Monday, April 16, 2012

Declan lodges our defence to Possession Order

This morning Declan lodged our defence to Possession Order with the Clerkenwell and Shoreditch County Court (see last Thursday's blog Court issues accelerated procedure for possession of our flat - we have until Monday to file defence form). Our live-in landlady, Belinda McKenzie, a human rights activist, wrote a Note to the Court so outrageous that even if we had £1m we couldn't let it stand. She had, for example, written off the first £1,000 we paid her in rent under Haringey Council's Housing Benefit scheme. If we didn't have the receipts for the first two months rent we paid her back in August/September 2009, we could well have been looking at prosecution by the Council. And there's a lot more besides:

MI5 whistleblower David Shayler lived in one of the rooms below us for a couple of years, until 2007. As Declan says to the Court (see Additional Information, para. 4), it is unfortunate that Shayler then declared that he was the Messiah, became a squatter, and was subsequently ridiculed in the press for changing his name to Delores Kane - Belinda believes that this sentence defames her because it looks like Shayler went mad under her roof!

The Esquire article below is mentioned in a Guardian article dated 27 March 2012. It is an eye-opener, highlighting the monitoring and surveillance that Shayler had to live with back in 2000, and the contradictory briefings and slanders that were coming out of the British establishment and the media. The author, Dr Eamonn O'Neill, now a lecturer in journalism at Strathclyde University, also intelligently tries to address the motivations of a whistleblower.


BBC PANORAMA: The David Shayler Affair (August 1998)

According to BBC Panorama, Shayler "caused the biggest crisis of official secrecy since the spy catcher affair". In 2002, he was jailed for seven weeks for breaking the Official Secrets Act.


Assigned task
When you reach a picture, pass over it; otherwise repeat the listing word for word.

Input
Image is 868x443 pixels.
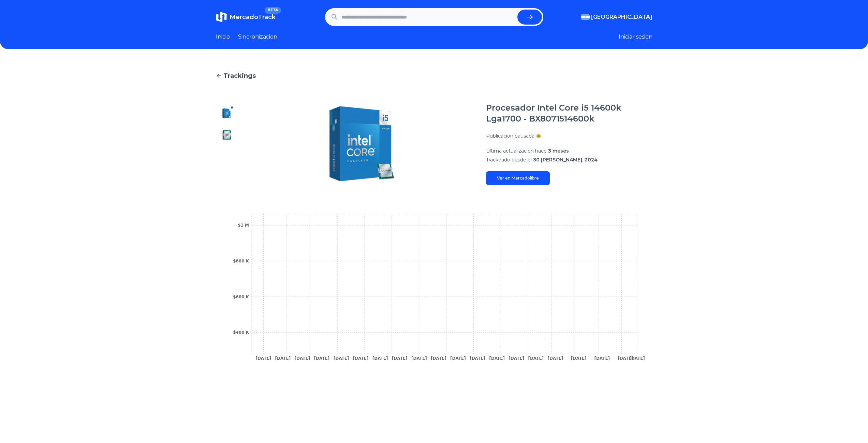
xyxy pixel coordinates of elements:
span: 3 meses [548,148,569,154]
tspan: [DATE] [548,356,563,360]
span: Trackeado desde el [486,157,532,163]
tspan: [DATE] [372,356,388,360]
tspan: $800 K [233,259,249,263]
tspan: [DATE] [508,356,524,360]
tspan: [DATE] [255,356,271,360]
tspan: [DATE] [617,356,633,360]
tspan: [DATE] [411,356,426,360]
a: Inicio [216,33,230,41]
img: Procesador Intel Core i5 14600k Lga1700 - BX8071514600k [221,108,232,119]
a: Sincronizacion [238,33,277,41]
tspan: $400 K [233,330,249,334]
a: MercadoTrackBETA [216,11,276,23]
tspan: [DATE] [431,356,447,360]
span: 30 [PERSON_NAME], 2024 [533,157,597,163]
img: Procesador Intel Core i5 14600k Lga1700 - BX8071514600k [251,102,472,185]
a: Trackings [216,71,652,81]
tspan: [DATE] [450,356,466,360]
img: Procesador Intel Core i5 14600k Lga1700 - BX8071514600k [221,129,232,141]
tspan: [DATE] [570,356,586,360]
tspan: [DATE] [275,356,291,360]
button: Iniciar sesion [619,33,652,41]
tspan: [DATE] [489,356,505,360]
tspan: [DATE] [629,356,645,360]
tspan: [DATE] [392,356,407,360]
a: Ver en Mercadolibre [486,171,549,185]
img: Argentina [581,15,590,20]
tspan: $1 M [238,223,249,228]
tspan: [DATE] [333,356,349,360]
tspan: [DATE] [353,356,368,360]
tspan: $600 K [233,295,249,299]
button: [GEOGRAPHIC_DATA] [581,13,652,21]
span: Trackings [223,71,255,81]
tspan: [DATE] [314,356,329,360]
span: MercadoTrack [230,13,276,21]
span: [GEOGRAPHIC_DATA] [591,13,652,21]
img: MercadoTrack [216,11,226,23]
h1: Procesador Intel Core i5 14600k Lga1700 - BX8071514600k [486,102,652,124]
tspan: [DATE] [469,356,485,360]
tspan: [DATE] [594,356,610,360]
tspan: [DATE] [528,356,544,360]
span: BETA [264,7,281,14]
tspan: [DATE] [295,356,310,360]
span: Ultima actualizacion hace [486,148,547,154]
p: Publicacion pausada [486,133,534,139]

Result of this task
Image is 868x443 pixels.
xyxy pixel coordinates of elements:
span: 3 meses [548,148,569,154]
tspan: [DATE] [548,356,563,360]
span: Trackeado desde el [486,157,532,163]
tspan: [DATE] [372,356,388,360]
tspan: $800 K [233,259,249,263]
tspan: [DATE] [508,356,524,360]
tspan: [DATE] [255,356,271,360]
tspan: [DATE] [617,356,633,360]
tspan: [DATE] [411,356,426,360]
a: Inicio [216,33,230,41]
img: Procesador Intel Core i5 14600k Lga1700 - BX8071514600k [221,108,232,119]
a: Sincronizacion [238,33,277,41]
tspan: $400 K [233,330,249,334]
a: MercadoTrackBETA [216,11,276,23]
tspan: [DATE] [431,356,447,360]
span: 30 [PERSON_NAME], 2024 [533,157,597,163]
img: Procesador Intel Core i5 14600k Lga1700 - BX8071514600k [251,102,472,185]
a: Trackings [216,71,652,81]
tspan: [DATE] [450,356,466,360]
img: Procesador Intel Core i5 14600k Lga1700 - BX8071514600k [221,129,232,141]
tspan: [DATE] [570,356,586,360]
tspan: [DATE] [275,356,291,360]
button: Iniciar sesion [619,33,652,41]
tspan: [DATE] [489,356,505,360]
tspan: [DATE] [629,356,645,360]
tspan: [DATE] [392,356,407,360]
a: Ver en Mercadolibre [486,171,549,185]
img: Argentina [581,15,590,20]
tspan: $1 M [238,223,249,228]
tspan: [DATE] [333,356,349,360]
tspan: [DATE] [353,356,368,360]
tspan: $600 K [233,295,249,299]
button: [GEOGRAPHIC_DATA] [581,13,652,21]
span: Trackings [223,71,255,81]
tspan: [DATE] [314,356,329,360]
span: MercadoTrack [230,13,276,21]
span: [GEOGRAPHIC_DATA] [591,13,652,21]
img: MercadoTrack [216,11,226,23]
h1: Procesador Intel Core i5 14600k Lga1700 - BX8071514600k [486,102,652,124]
tspan: [DATE] [469,356,485,360]
tspan: [DATE] [594,356,610,360]
tspan: [DATE] [528,356,544,360]
span: BETA [264,7,281,14]
tspan: [DATE] [295,356,310,360]
span: Ultima actualizacion hace [486,148,547,154]
p: Publicacion pausada [486,133,534,139]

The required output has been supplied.